We revisit UI security attacks (such as clickjacking) from a perceptual perspective and identify novel attacks. Our perceptual view on UI security attacks helps identify new attacks on UI security. We develop five attacks that bypass current defenses. Our attacks are powerful with a 100% success rate in some cases. However, they only scratch the surface of possible perceptual attacks on UI integrity, and we posit that a number of attacks are possible with a comprehensive study of human perception. Finally, we argue that, due to the complex nature of human perception, defending against such attacks is challenging and requires further research taking user perception and new computer vision techniques into account.
The CIA is no more technologically sophisticated than your average American, and as a result, has suffered serious and embarrassing operational failures.
This is a rare peek inside the CIA's intelligence gathering operations and the stunning lack of expertise they can bring to the job.
In 2005, news organizations around the world reported that an Italian court had signed arrest warrants for 26 Americans in connection with an extraordinary rendition of a Muslim cleric. At the heart of the case was the stunning lack of OPSEC the team of spies used while they surveilled and then snatched their target off the streets of Milan.
The incident, known as the Italian Job inside the CIA, became an international scandal and caused global outrage. What very few people ever understood was that the CIA's top spies were laughably uneducated about cell phone technology and ignorant of the electronic fingerprints left behind.
The story would be startling, though old, if not for the fact that eight years after the debacle in Milan, history repeated itself.
In 2011, an entire CIA network of Lebanese informants was busted by Hezbollah. The reason: cell phone OPSEC failures. After receiving a warning from Mossad, who had lost their network a year earlier the same way, the CIA dismissed Hezbollah's ability to run analytic software on raw cell phone traffic. But they did. And with a little effort, the CIA's network of spies, as well as their own officers, were identified one by one.
This is the true story of American Intelligence's Keystone Kops.

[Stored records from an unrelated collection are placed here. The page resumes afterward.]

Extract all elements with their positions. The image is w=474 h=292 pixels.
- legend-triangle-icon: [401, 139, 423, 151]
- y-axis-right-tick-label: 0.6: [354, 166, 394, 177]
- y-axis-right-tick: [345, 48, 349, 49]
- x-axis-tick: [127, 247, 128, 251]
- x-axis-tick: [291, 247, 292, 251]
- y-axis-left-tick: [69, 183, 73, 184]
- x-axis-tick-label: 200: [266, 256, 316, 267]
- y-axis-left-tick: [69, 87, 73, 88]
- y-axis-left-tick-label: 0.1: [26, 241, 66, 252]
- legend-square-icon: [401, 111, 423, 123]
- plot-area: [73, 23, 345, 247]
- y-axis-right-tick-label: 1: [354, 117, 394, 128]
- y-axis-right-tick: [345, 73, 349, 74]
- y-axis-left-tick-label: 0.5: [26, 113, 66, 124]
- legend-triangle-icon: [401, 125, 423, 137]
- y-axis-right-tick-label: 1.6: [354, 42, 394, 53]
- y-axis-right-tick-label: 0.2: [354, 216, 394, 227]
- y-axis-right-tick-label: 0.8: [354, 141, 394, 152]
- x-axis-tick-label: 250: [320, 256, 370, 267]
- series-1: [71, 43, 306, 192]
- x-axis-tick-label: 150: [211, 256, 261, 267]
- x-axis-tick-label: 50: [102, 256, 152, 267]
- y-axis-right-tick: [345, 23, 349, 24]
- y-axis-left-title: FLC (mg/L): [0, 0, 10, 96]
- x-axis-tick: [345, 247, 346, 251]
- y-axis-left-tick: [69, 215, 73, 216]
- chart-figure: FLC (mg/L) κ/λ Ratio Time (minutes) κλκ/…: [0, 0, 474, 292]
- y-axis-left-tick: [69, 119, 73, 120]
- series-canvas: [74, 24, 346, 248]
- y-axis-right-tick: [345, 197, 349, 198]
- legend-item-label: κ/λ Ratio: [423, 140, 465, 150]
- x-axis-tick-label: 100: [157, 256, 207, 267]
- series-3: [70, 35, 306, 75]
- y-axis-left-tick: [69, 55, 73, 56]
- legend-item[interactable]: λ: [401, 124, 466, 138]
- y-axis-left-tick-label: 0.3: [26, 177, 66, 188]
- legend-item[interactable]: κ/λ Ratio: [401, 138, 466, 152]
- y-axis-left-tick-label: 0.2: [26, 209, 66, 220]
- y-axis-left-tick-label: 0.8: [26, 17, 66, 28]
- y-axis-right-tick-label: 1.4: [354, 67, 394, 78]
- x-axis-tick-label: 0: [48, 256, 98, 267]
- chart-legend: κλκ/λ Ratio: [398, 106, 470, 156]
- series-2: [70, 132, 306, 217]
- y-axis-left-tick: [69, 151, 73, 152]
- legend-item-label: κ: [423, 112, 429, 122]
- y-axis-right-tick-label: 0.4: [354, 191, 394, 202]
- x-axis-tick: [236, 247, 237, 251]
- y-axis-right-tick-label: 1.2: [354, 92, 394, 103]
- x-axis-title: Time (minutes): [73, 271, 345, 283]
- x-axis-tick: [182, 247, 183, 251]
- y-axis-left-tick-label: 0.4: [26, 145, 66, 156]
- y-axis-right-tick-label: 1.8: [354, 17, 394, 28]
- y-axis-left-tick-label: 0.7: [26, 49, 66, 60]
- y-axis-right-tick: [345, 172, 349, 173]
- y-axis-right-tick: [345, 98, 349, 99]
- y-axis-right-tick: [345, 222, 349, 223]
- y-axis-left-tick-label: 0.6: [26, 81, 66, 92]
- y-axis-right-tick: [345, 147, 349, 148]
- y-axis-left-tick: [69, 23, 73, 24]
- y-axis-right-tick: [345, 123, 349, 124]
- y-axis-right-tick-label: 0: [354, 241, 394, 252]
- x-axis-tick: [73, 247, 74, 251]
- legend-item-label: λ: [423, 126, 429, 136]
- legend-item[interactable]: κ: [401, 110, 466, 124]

We identify logical web application flaws which can be exploited by TLS truncation attacks to desynchronize the user- and server-perspective of an application's state. It follows immediately that servers may make false assumptions about users, hence, the flaw constitutes a security vulnerability. Moreover, in the context of authentication systems, we exploit the vulnerability to launch the following practical attacks: we exploit the Helios electronic voting system to cast votes on behalf of honest voters, take full control of Microsoft Live accounts, and gain temporary access to Google accounts.